The World Health Organisation (WHO) uses among other indicators, the CFR which is the proportion of individuals diagnosed with a disease who die from that disease and is therefore a measure of severity among detected cases. The CFR is the number of deaths from the disease divided by the number of confirmed cases and multiplied by 100.
According to independent calculation by the Sunday Standard, Botswana has the lowest CFR in the region, followed by Namibia at 0,76 % then eSwatini at 1.8%
Information gathered by the Sunday Standard further revealed that Singapore, Botswana, Hong Kong and Namibia are the only countries in the world with a CFR of less than 1 percent.
South Africa comes a distant fourth in the region at 1,96 %. This is in spite of the of the huge number of cases recorded by the southern neighbor. At the time of going to press South Africa had recorded 572 865 cases and 11 270 deaths.
It has further emerged that although Lesotho has the lowest number of recorded COVID-19 cases it has one of the highest CFRs in the region at 2,82 % which is worse than Zimbabwe’s 2,56 % and slightly better than Zambia at 2,83%. Malawi currently has the highest CFR in the region at 3,11%.
The figures and the graph below show that Southern Africa is doing better than the United States of America, Europe and some Asian countries on Case Fatality Ratios.
Information passed to the Sunday Standard suggests that this was the reason the Botswana COVID-19 Presidential Task Team recently clashed with the Ministry of Health over intellectual rights to Botswana’s COVID-19 knowledge.
The clash came after the Ministry of Healthentered into an agreement with the American Centers for Disease Control and Prevention (CDC) to conduct Covid-19 community testing in Botswana behind the back of the Covid-19 Task Team.
Under the agreement, BUMMHI a Botswana citizen led NGO which is an implementing partner of the United States Centers for Disease Control through which it provides PEPFAR-funded HIV care and treatment assistance to the ministry will be conducting the Covid-19 community testing in partnership with CDC.
It is understood that the Covid 19 Presidential Task Team was particularly unhappy with the terms of the agreement that gives the US government intellectual property rights over Botswana’s Covid-19 local knowledge. Under the agreement, the Presidential Task Team would be required to surrender to the American CDC all the Covid-19 local knowledge they have created. Professor Mosepele who has been a Harvard Lead Researcher understands the value of knowledge rights and is reported to be unhappy with the agreement.
In an interview with The Sunday Standard, The US Embassy Public Affairs Officer Ineke Margaret Stoneham stated that, “the United States has partnered with Botswana over the past two decades in its fight against HIV with more than $1 billion in assistance, and we recently provided $4.65 million to assist in the fight against COVID-19. Since the beginning, our assistance has been grounded in partnership with the Government of Botswana and in utmost transparency. In fact, our COVID-19 assistance was widely publicized in a press release in April 2020 and with a ceremony at the Office of the President in May. When we partner with the Government of Botswana on health system strengthening, we do so after intensive coordination with the appropriate government interlocutors. Our doctors and technical experts work side-by-side with those of the Government of Botswana every day. In these agreements, it is common practice to agree on data sharing so that scientists from both countries can further public health research. Our focus will remain on our joint efforts to prevent the spread of COVID-19 in Botswana, support those who may become infected, and contribute to supporting Botswana’s capacity to prevent, detect, and respond to public health threats.”

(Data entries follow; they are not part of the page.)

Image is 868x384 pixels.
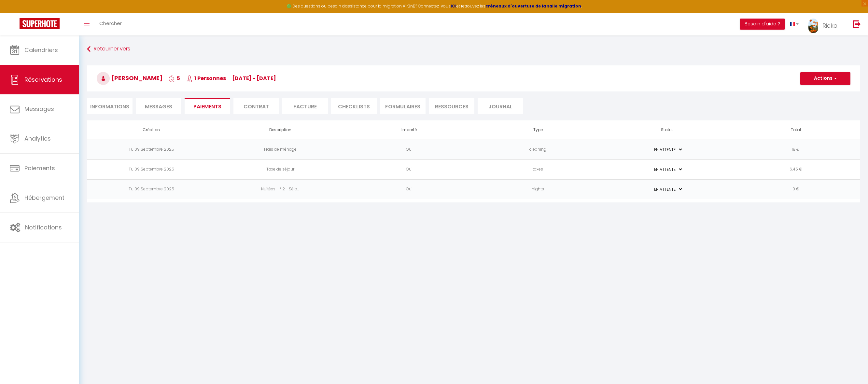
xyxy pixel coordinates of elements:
[451,3,457,9] a: ICI
[486,3,581,9] a: créneaux d'ouverture de la salle migration
[345,179,473,199] td: Oui
[25,223,62,231] span: Notifications
[380,98,425,113] li: FORMULAIRES
[331,98,376,113] li: CHECKLISTS
[429,98,474,113] li: Ressources
[97,74,162,82] span: [PERSON_NAME]
[478,98,523,113] li: Journal
[24,46,58,54] span: Calendriers
[473,120,603,140] th: Type
[24,194,65,202] span: Hébergement
[731,140,860,160] td: 18 €
[24,105,54,113] span: Messages
[823,22,837,30] span: Ricka
[24,164,55,172] span: Paiements
[87,44,860,55] a: Retourner vers
[216,140,345,160] td: Frais de ménage
[809,18,818,33] img: ...
[731,160,860,179] td: 6.45 €
[216,179,345,199] td: Nuitées - * 2 - Séjo...
[87,179,216,199] td: Tu 09 Septembre 2025
[345,160,473,179] td: Oui
[282,98,327,113] li: Facture
[852,20,861,28] img: logout
[87,120,216,140] th: Création
[740,18,785,30] button: Besoin d'aide ?
[145,103,172,110] span: Messages
[233,98,279,113] li: Contrat
[473,160,603,179] td: taxes
[345,140,473,160] td: Oui
[186,74,226,82] span: 1 Personnes
[19,18,59,30] img: Super Booking
[87,98,133,113] li: Informations
[345,120,473,140] th: Importé
[184,98,231,113] li: Paiements
[803,13,846,36] a: ... Ricka
[87,140,216,160] td: Tu 09 Septembre 2025
[216,120,345,140] th: Description
[731,179,860,199] td: 0 €
[232,74,276,82] span: [DATE] - [DATE]
[216,160,345,179] td: Taxe de séjour
[800,72,851,85] button: Actions
[100,20,121,27] span: Chercher
[603,120,731,140] th: Statut
[473,179,603,199] td: nights
[94,13,127,36] a: Chercher
[24,134,51,142] span: Analytics
[731,120,860,140] th: Total
[87,160,216,179] td: Tu 09 Septembre 2025
[169,74,180,82] span: 5
[24,75,62,84] span: Réservations
[473,140,603,160] td: cleaning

In its research earlier this year, the Clinical Excellence Research Center, Stanford University observed that, “there’s a mysterious pattern in the deadliness of COVID-19. Countries across the world, each with their unique healthcare system, combat the pandemic with varying containment and mitigation strategies, leading to drastically different mortality rates……. European countries have the highest infection and death rates, Asian countries remarkably lower ones, and Canada falls in between Asia and the U.S. What really explains these stark differences?”
The research report speculated that multiple factors could be at play: testing capacity, case definitions, age distribution, preparedness.
The report which was compiled in May just after Africa recorded its first cases concluded that, “We do not know for sure why some countries did so much better in confronting the current pandemic. Certainly, there are other factors that might explain the wide variability in death rates. But we do know that countries share the same goals to mitigate the pandemic and should not be islands attempting to confront the crisis independently.”
At the time, the World Health Organization (WHO) and the UN Economic Commission for Africa were projecting that Africa could become the next epicentre of the coronavirus outbreak.
Africa’s low COVID-19 CFR figures are however confounding researchers and scientists.